Starbucks Scatters, Abandons Union Workers With More Store Closings
by Jordan Zakarin
Starbucks is closing 16 stores throughout the country, including two stores with unionized workforces and another awaiting election results. The company cited security concerns as the primary reason behind the closings, which were announced alongside details of CEO Howard Schultz’s “reinvention” of Starbucks.
The closings mark the latest in a string of shutdowns and shake-ups that have rocked Starbucks and its workforce since Schultz returned to the company in April. This round of changes will impact workers in Los Angeles, Portland, Philadelphia, Washington, DC, and Seattle. Both unionized stores are located in Seattle: Union Station and E. Olive Way.
Workers at the shuttered locations will be “given the opportunity to transfer to a neighboring store,” Reggie Borges, a spokesperson for Starbucks, told More Perfect Union.
While workers can request to be transferred to a particular store, their next workplace will ultimately be decided by management. Those previously employed at the shuttered union locations, both of which are in Seattle, face a more uncertain future. That includes several new employees that had just been hired at those unionized stores.
“We will engage in bargaining with the union with the hope that we reach an agreement that gives all partners the ability to have continuous employment with no changes in benefits or pay or their average hours worked,” Borges said. “If we get an agreement, partners will be able to transfer to agreed upon stores.”
In June, Starbucks closed a unionized store in Ithaca, NY and promised to negotiate with workers about their future. A month later, workers are still waiting for Alan I. Model, the anti-union lawyer working on behalf of Starbucks, to return from a two-week vacation to continue what have thus far been sporadic negotiations. In the meantime, workers continue to go unpaid, and have been struggling to keep up with bills.
“The fact that Starbucks’ allegedly only available lawyer can call a two-week hiatus to go on vacation while workers are left essentially jobless is, frankly, very disrespectful,” says Evan Sunshine, a leader at the shuttered Ithaca store. “This break, along with their repeated tardiness to our bargaining sessions, tells us that they view our time as less valuable than their own.”
Should workers from those unionized Seattle or Ithaca stores resume work at a non-union location before any deal is struck, they’d likely lose their rights to bargain and be effectively no longer recognized as union members.
In a video conference to break the news, regional manager Regional Manager Nica Tovey told workers that the closures were a last resort, according to employees that watched the stream.
“Regional Manager Nica Tovey told us in a virtual meeting that our store closed for safety reasons,” says Erin Bray, a worker at the Union Station store. “She also said this was basically a last resort because they had already tried everything to mitigate the problem with incidents such as more staff and guards — both lies.”
Workers at the two unionized stores suggest that their locations were far less dangerous than other, still-open stores where they previously worked. Numbers cited by the company were artificially inflated, Bray says.
“Starbucks told us that in order to keep security [guards], we should be logging as many incidents as we can to justify it, so often small things get logged, such as someone taking too long in the bathroom or someone being asked to leave for swearing,” another worker told More Perfect Union. “Compare that to when I worked at First and Pike, when I would log two to four incidents a day that were larger, such as theft or drug use in the store.
“I know a lot of stores nearby have similar incident reports to us,” they added, “such as Broadway and Denny, that aren’t being closed.”
Just last month, Starbucks shut down three marquee stores in Seattle, including the First and Pike store, and reopened them as a “Heritage Market.” Workers at those stores were told they could re-interview for their old jobs at the re-opened stores, but after they held a protest, only one union supporter was offered employment at the new configuration. The rest were offered the opportunity to transfer to new stores; some wound up at stores that were just shuttered on Monday.
Members are now hanging in limbo, hoping to transfer to one of the four unionized stores in the district.
“It’s really up to whether there’s an open position, so it truly can be anywhere within the area,” another worker said. “Especially closing multiple stores at once, I’m sure a lot of people are just going to be sent to stores that need staff rather than make accommodations for everyone.”
Starbucks is currently a defendant in a case brought by the NLRB, which accused the company of more than 200 unfair labor violations. The trial began on Monday.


> **What to do**
Every line below that holds the string "Home" should be copied.

[Saved entries]
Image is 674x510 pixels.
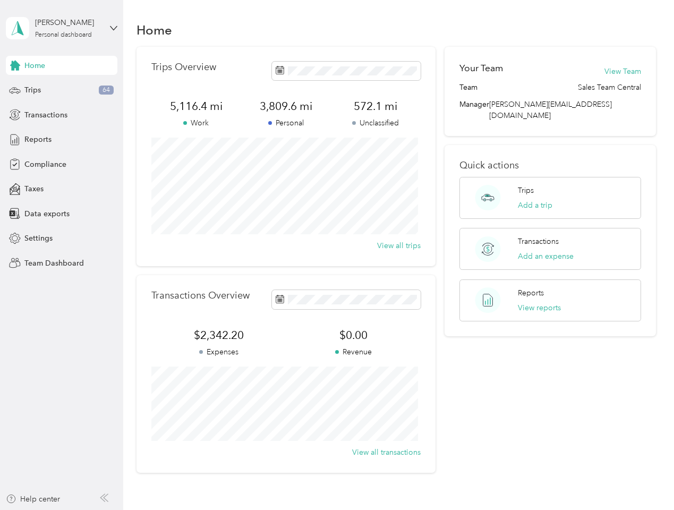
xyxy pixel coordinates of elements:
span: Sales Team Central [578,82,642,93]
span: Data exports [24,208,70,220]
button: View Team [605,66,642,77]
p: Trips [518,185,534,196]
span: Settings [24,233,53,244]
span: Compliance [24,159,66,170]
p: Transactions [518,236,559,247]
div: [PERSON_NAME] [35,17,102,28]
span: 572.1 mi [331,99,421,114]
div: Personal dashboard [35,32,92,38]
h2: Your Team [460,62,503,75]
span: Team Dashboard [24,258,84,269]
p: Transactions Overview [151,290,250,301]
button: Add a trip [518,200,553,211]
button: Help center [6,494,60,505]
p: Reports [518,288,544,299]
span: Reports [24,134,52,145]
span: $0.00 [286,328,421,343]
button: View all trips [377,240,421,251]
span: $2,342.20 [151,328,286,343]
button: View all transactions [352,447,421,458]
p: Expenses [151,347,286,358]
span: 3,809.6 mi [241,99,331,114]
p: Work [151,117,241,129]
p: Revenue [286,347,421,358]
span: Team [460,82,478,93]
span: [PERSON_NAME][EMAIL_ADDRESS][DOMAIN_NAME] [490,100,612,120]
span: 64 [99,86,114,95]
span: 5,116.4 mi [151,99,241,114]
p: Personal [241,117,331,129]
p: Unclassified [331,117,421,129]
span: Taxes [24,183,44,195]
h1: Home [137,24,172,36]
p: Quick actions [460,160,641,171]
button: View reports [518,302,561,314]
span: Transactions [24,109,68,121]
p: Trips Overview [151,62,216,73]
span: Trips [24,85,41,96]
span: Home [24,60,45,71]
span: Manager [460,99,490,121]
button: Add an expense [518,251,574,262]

> **Exercise solution**
h1: Home [137,24,172,36]
span: Home [24,60,45,71]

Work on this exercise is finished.